A number of islands in the strait, as well as the capes they confront on the mainland of Patagonia, find identities here. (Outside the central thoroughfare, however, not much is known—“Toute cette Partie est trés peu connue”—more than two hundred years after Magellan’s first transit.) As the center text explains, the map is based on information obtained firsthand by a monsieur “Labat,” who traveled with an expedition (1698–1701) commanded by the French naval captain Jacques Gouin de Beauchêne (1652–1730). The trip was funded by a Crown-backed, nobility-financed French company seeking to establish colonies and trade in countries of South America that were not already occupied by Europeans. Arriving in the Strait of Magellan on June 24, 1699, in the middle of a rather mild winter season, the men tentatively explored islands and shores, interacting with the natives who welcomed them. Finding the climate as temperate as France, Beauchêne felt that a settlement might be possible there. The ships’ principal home during this time was Port Phelippeaux (named after the captain’s ship) on l’Isle de Louis le Grand(named for the French King Louis XIV, but known today as Isla Carlos III), shown as a on the map. Strong westerly winds prevented them from leaving the strait till January 21, 1700, after a seven-month sojourn. They traveled up the Spanish-controlled coast of Chile and Peru and visited the Galápagos Islands, but found little else to recommend to their sponsors. While returning to France, via Cape Horn, in 1701, they stumbled upon the most remote island in the Falklands archipelago, which they called Beauchene, its name today.

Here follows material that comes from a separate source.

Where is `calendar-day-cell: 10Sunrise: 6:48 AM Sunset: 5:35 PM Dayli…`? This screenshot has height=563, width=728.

1787?: Bonne, Rigobert, 1727–1794. “Détroit de Magellan: Avec les plans des principaux ports, bayes, &c. de ce détroit.” Copperplate map, with added color, 23 × 34 cm. Probably from R. Bonne and N. Desmarest’s Atlas encyclopédique . . . (Paris, 1787–1788). Reference: Martinic, Cartografía magallánica VIII, 346. [Historic Maps Collection]

Benefiting from the voyages of Englishmen John Byron (1723–1786), Samuel Wallis (1728–1795), and Philip Carteret (d. 1796), this French chart offers an updated view of the passage through the strait—from C. des Vierges on the Atlantic side to C. Victoire on the Pacific. (For more on Wallis and Carteret, see the Explorers section.) Sixteen insets within the upper and lower margins of the map provide detailed plans of ports, harbors, and bays along the route, including soundings, points of reference, and anchorages.

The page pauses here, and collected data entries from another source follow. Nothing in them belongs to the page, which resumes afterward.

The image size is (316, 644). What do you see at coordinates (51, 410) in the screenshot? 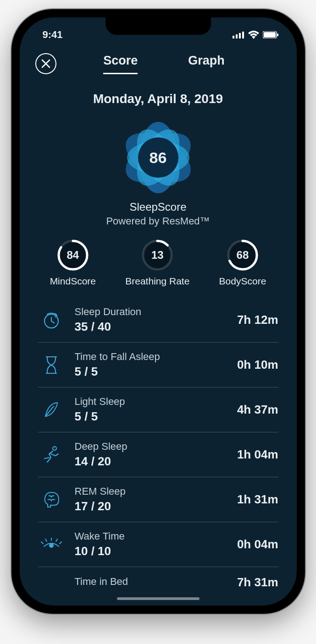
I see `feather-icon` at bounding box center [51, 410].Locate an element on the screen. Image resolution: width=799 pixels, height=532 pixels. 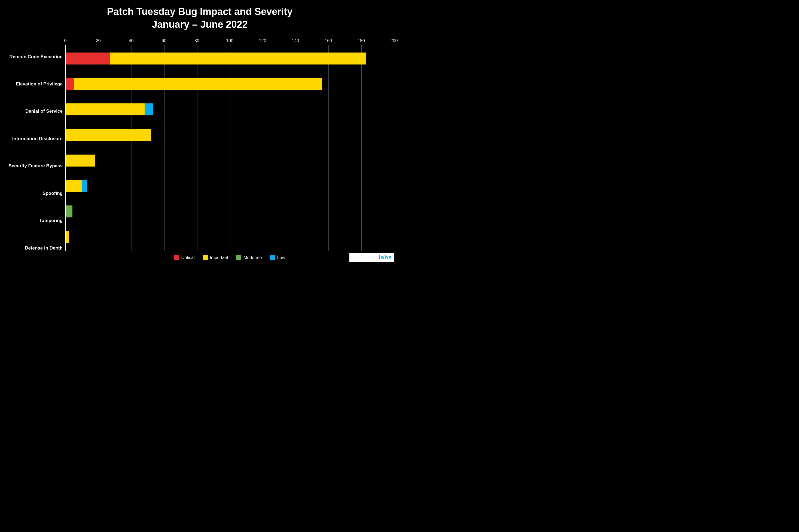
x-tick-100: 100 is located at coordinates (230, 41).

1787: Schrämbl, Franz Anton, 1751–1803. “Karte der Magellanischen Strasse.” Copperplate, with added color, 50 × 67 cm. Probably issued in Schrämbl’s Allgemeiner grosse Atlas (Vienna, 1786–1800). Reference: Martinic, Cartografía magallánica, VIII, 412. [Historic Maps Collection]

An Austrian version of a map first printed in Madrid in 1769 by Don Juan de la Cruz Cano y Olmedilla (1734–1790) of the Royal Academy of St. Fernando, then enlarged and improved by Thomas Jefferys (d. 1771), geographer to King George III, and included by map and printsellers Robert Sayer and John Bennett as the last map in their influential American Atlas (London, 1776). The Madrid-London-Vienna route of the map reflects the interactive, snowballing nature of the European map trade of the period, where to borrow, embellish, and repackage was the norm. This map adds some topography (forests and mountains) and a number of illuminating notes about native populations and the landscape. Examples (here, taken from the English edition): “Indian Hutts—These Indians are of a good size; they cross the Straits in Canoes made with the Bark of Trees.” “A Warlike Nation.” “A Deep Valley with Woods & fine Meadows.” “Indian Hutts—the Indians of this Cast Light fires when they see a ship.” “A Volcano Cover’d with Snow.” “A Great Mountain which is a Sea Mark.” “Channels and Openings according to the Modern Geographers.” These latter will prove to be only bays and inlets as maps of the region slowly and gradually improve over the years. Because of its geographical complexity, remoteness, and extreme weather conditions, Tierra del Fuego would not be adequately mapped until the mid-1800s.